Introducing July’s Series: Pearls of Wisdom
Real Teachers. Authentic Voices. Earned Wisdom. (Plus, an invitation to contribute your writing to future series.)
There’s something about July.
The school year still feels far enough away to breathe, but close enough to start that familiar reckoning:
What kind of teacher do I want to be when I step back into that classroom?
July is when the dust settles. When reflection rises up uninvited, during road trips, while reorganizing bookshelves, or standing in the school supply aisle wondering if you really need new flair pens again. (Of course, you do.)
This month, we’re inviting our readers into a different kind of professional learning space. This is about teachers telling the truth of their own learning—how they’ve grown, what they’ve come to understand, and where professional wisdom has shown up in their work.

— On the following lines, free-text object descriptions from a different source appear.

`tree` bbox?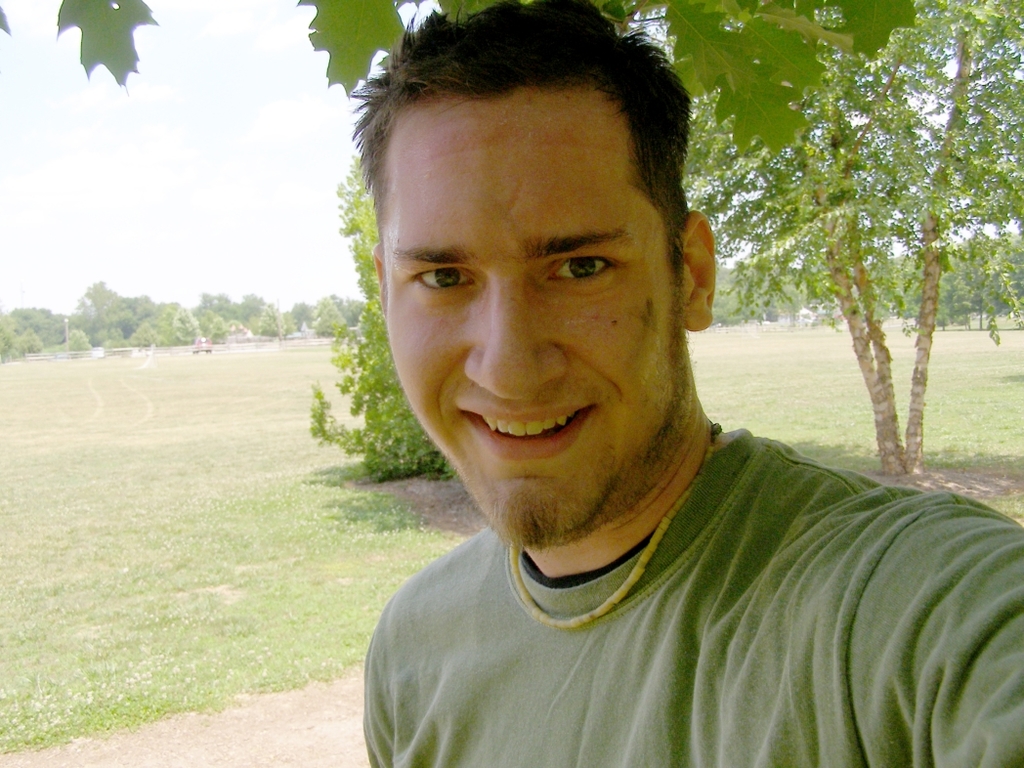
[282, 292, 374, 339]
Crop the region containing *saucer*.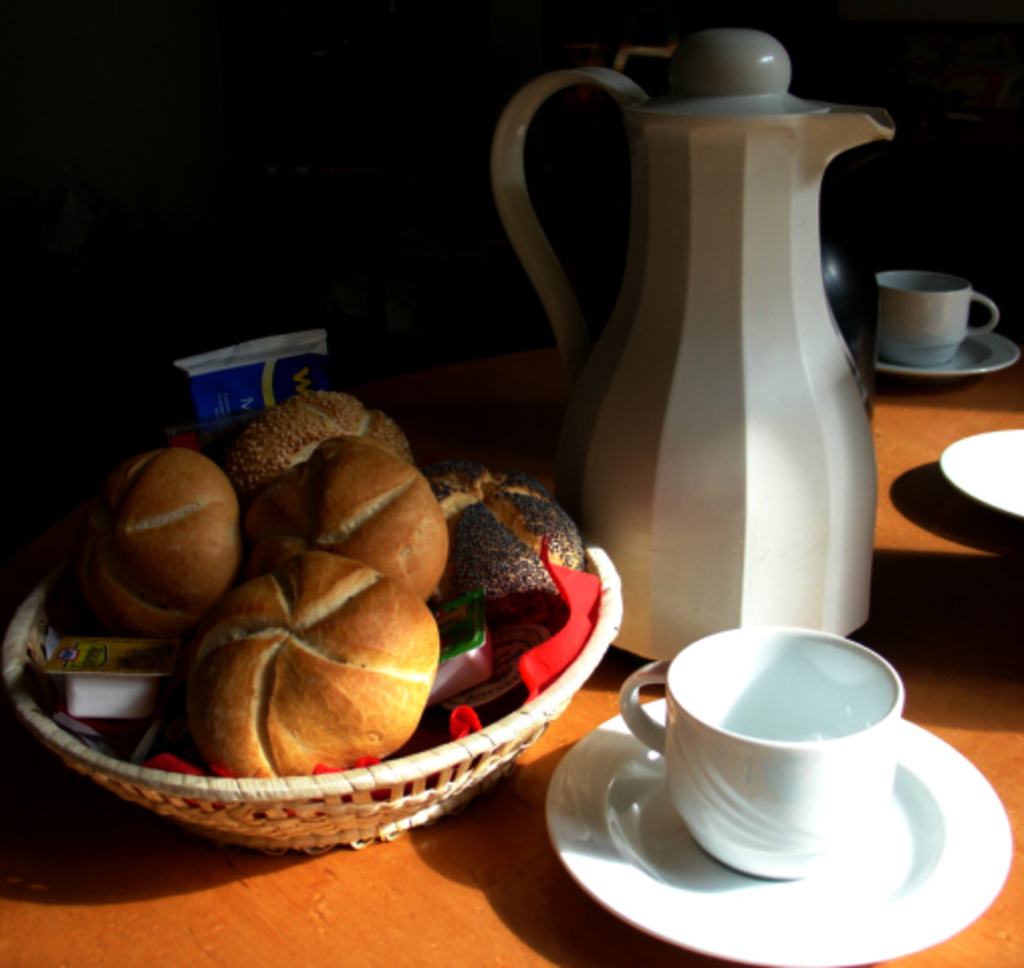
Crop region: l=871, t=325, r=1018, b=383.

We call this series Pearls of Wisdom for a reason. These aren’t polished, pre-approved success stories. They’re stories shaped by friction, pressure, mistakes, and reflection.
They’re hard-earned.
They’re field-tested.
They’re still in motion.
Each Wednesday in July, you’ll hear from classroom teachers at different stages of their careers. Some have a decade or more behind them. Others are still counting their experience in years - or even months. But each one is offering a piece of hard-won insight:
What it means to stay teachable.
What it feels like to redefine your classroom identity.
How letting go of control can create space for student agency.
What happens when you stop pretending you have all the answers.
These aren’t abstract philosophies. These are practice-rooted reflections from educators working in real schools, with real students, in real time.
And as you read, I hope you’ll do more than nod along. I hope you’ll find yourself revisiting your own moments of learning: the shifts, the pivots, the internal debates you’ve had standing at the whiteboard or sitting in your car after a long day.
Because wisdom isn’t just something we build.
It’s something we share.
Want to add your voice?
If reading these pieces stirs something in you - some lesson you’ve learned the hard way, some shift in your practice that changed how you teach - we’d love to hear it.
You don’t have to have the perfect story arc. You don’t have to tie it up with a bow.
You just have to be willing to name the moment where your professional thinking shifted and what you now know that you didn’t know before.
If you’d like to contribute to a future installment of Pearls of Wisdom, fill out this form: Pearls of Wisdom Teacher Reflection Submission.
Your story might be the one someone else needs to read.